Natalie and Princess: A Gap Yet to Be Bridged, If Ever. (Extra Credit)

My takeaway from my experience watching Black Mother, Lost Daughter is that at its core, it is an expression of grief. It is a method the playwright uses to express to the best of her ability, what cannot be explained in her own words alone. It is an expression of the collective tiredness experienced by the Black community, whenever justice continues to elude us consecutively, time after time again. It raises the question of whether justice can even exist for us. Alongside that, with the show’s name, it is also a story of motherhood, specifically Black motherhood.

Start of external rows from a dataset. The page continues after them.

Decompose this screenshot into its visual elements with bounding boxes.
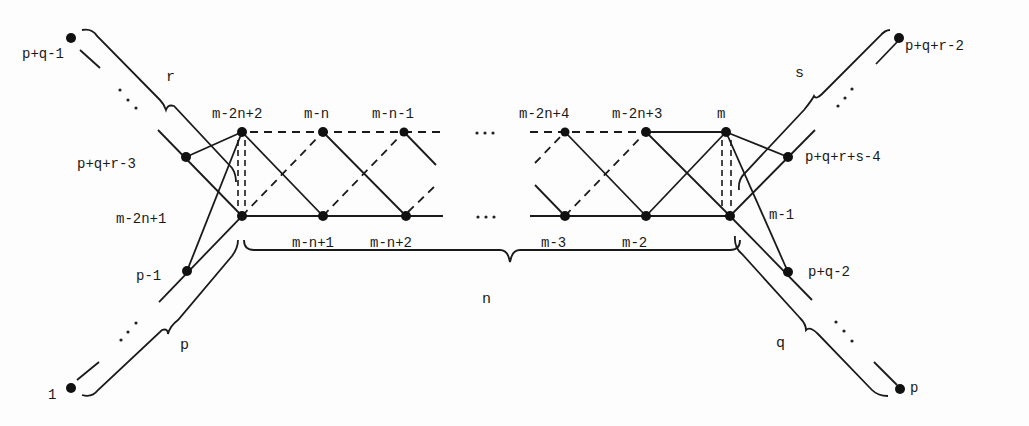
right-upper-chain-stub [876,40,899,64]
label-m-2n+4: m-2n+4 [519,106,569,122]
brace-label-p: p [180,338,189,354]
dashed-diagonal-partial [535,132,565,163]
brace-p [82,240,238,396]
label-m-n-1: m-n-1 [372,106,414,122]
node-m-n+2 [401,211,411,221]
label-m-3: m-3 [541,235,566,251]
brace-label-s: s [795,66,804,82]
brace-label-n: n [482,292,491,308]
brace-label-r: r [166,70,175,86]
label-p: p [910,380,918,396]
node-1 [66,383,76,393]
node-m-2n+1 [237,211,247,221]
right-lower-chain-line [730,216,812,300]
label-m-n+1: m-n+1 [292,235,334,251]
label-p-1: p-1 [136,268,161,284]
label-1: 1 [48,387,56,403]
node-m-2n+4 [561,128,570,137]
node-m-2n+2 [237,127,247,137]
node-m-n+1 [318,211,328,221]
label-m-2n+2: m-2n+2 [212,106,262,122]
label-p+q-2: p+q-2 [808,264,850,280]
brace-q [735,236,888,396]
label-m-2n+3: m-2n+3 [612,106,662,122]
node-m-n [318,127,328,137]
node-m-2n+3 [641,127,651,137]
left-upper-chain-line [158,130,242,216]
graph-diagram: m-2n+2 m-n m-n-1 m-2n+4 m-2n+3 m m-2n+1 … [0,0,1029,426]
label-m: m [717,106,725,122]
label-p+q-1: p+q-1 [22,46,64,62]
node-m-3 [560,211,570,221]
solid-diagonal-partial [535,185,565,216]
label-m-1: m-1 [769,207,794,223]
node-p [895,384,905,394]
node-p+q-1 [66,33,76,43]
node-m [721,127,731,137]
label-p+q+r-2: p+q+r-2 [905,38,964,54]
brace-label-q: q [776,336,785,352]
dashed-diagonal-partial [408,185,436,212]
solid-diagonal-partial [404,132,436,165]
node-m-2 [641,211,651,221]
label-m-2n+1: m-2n+1 [116,211,166,227]
node-p-1 [182,266,192,276]
right-lower-chain-stub [874,362,897,385]
node-m-n-1 [400,128,409,137]
node-p+q+r-3 [181,152,191,162]
node-p+q-2 [783,267,793,277]
left-upper-chain-stub [80,50,100,68]
node-m-1 [725,211,735,221]
label-m-n+2: m-n+2 [370,235,412,251]
node-p+q+r-2 [894,33,904,43]
node-p+q+r+s-4 [783,152,793,162]
label-m-n: m-n [304,106,329,122]
label-p+q+r-3: p+q+r-3 [77,156,136,172]
brace-s [739,30,890,190]
label-m-2: m-2 [622,235,647,251]
left-lower-chain-stub [77,362,99,380]
label-p+q+r+s-4: p+q+r+s-4 [805,149,881,165]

I think that while it is typical for the older generation to butt heads with the younger, what is so heartbreaking about the relationship between Princess and her mother Natalie is the lack of understanding and communication. Throughout the show, we constantly see Princess’s willingness to spill out her emotions in front of other people, completely negating the “strong Black woman” archetype that is more apparent in her mother’s actions. Natalie is incredibly silent, we only ever see how she truly feels in the wake of Queen’s death when is alone, and nursing a bottle of “tea”, the alcohol pulling out all the thoughts and feelings she cannot bear to speak aloud to Princess.

But towards the end of the play, what truly breaks my heart is when Natalie completely misremembers a core memory of Queen running away from home, and how she failed to properly reconcile that emotional wound. What we find out is that Natalie completely misremembered in her grief, and the child that actually ran away was Princess. And rather than apologizing and reaffirming her love for her daughter, Natalie wills it away, asking her daughter if she’d like something to eat. To me, it seems as though some Black mothers would rather almost die than admit that they were wrong. It creates a cycle of trauma that may have existed since time immemorial There’s so much more that I could say about this show and the messages it imparted, but what I can say is that it was a simultaneously enlightening and sobering experience.